There are some films that you hear about and your told that it's the most amazing, horrifying thing that has even been put to film, and then when you finally see it, it changes the way you look at films forever. This film was so far beyond anything I could have expected, the changing of story gears from a drama to a horror is flawless and takes you completely unprepared. The mastermind behind this work of genius is Takashi Miike, who has the uncanny ability to take ordinary and familiar situations and turn them into something that is more sinister and frightening then we've even been witness to before.

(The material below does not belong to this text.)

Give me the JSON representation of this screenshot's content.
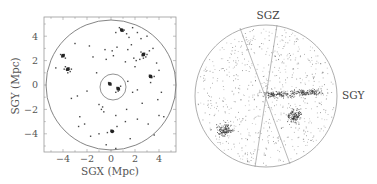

A middle-aged man, who has been a widower for seven years, is coerced into using a phony film audition to meet women, and focuses on a young ballerina whose mysterious past contributes to her psychotic behavior. The calm and collected way that the story comes around to bite you is disturbing, you follow a nice relationship that seems to be like any one of a hundred that we've seen and then it turns on a dime before you know what's happening. This film shows the expert filmmaking of the director as well as the actors, with Eihi Shiina and Ryo Ishibashi in the lead roles we are driven through a full gambit of human emotion so that by the end we're thankful it's over but we're also left wanting more. The performance that Shiina gives is outstanding, the flip-flop of emotion and the character expressions are superb. From the moment that she comes on the screen as a shy submissive young woman to the psychotic maniac cutting off her lovers foot with razor wire we're exposed to a dizzying array of human emotion that disorients the viewer from one moment to the next.
This movie is not for the faint at heart, even though it starts out as a nice homey love story it later on becomes a film that a lot of people would be disturbed at watching. There are some scenes that are grotesque and hard to watch, and some that may give you nightmares, but the story itself is captivating and once your sucked in Miike doesn't allow you a chance to get away until the very end. In the grand scope of films what this movie does for blind dates is the same thing that Fatal Attraction did for infidelity in marriages, it makes you think two or three times before you take the next step. This movie does something special for this genre of films, even though most Asian horror films deal with the supernatural this one could take place next door to any of us and that alone is more chilling than most horror films.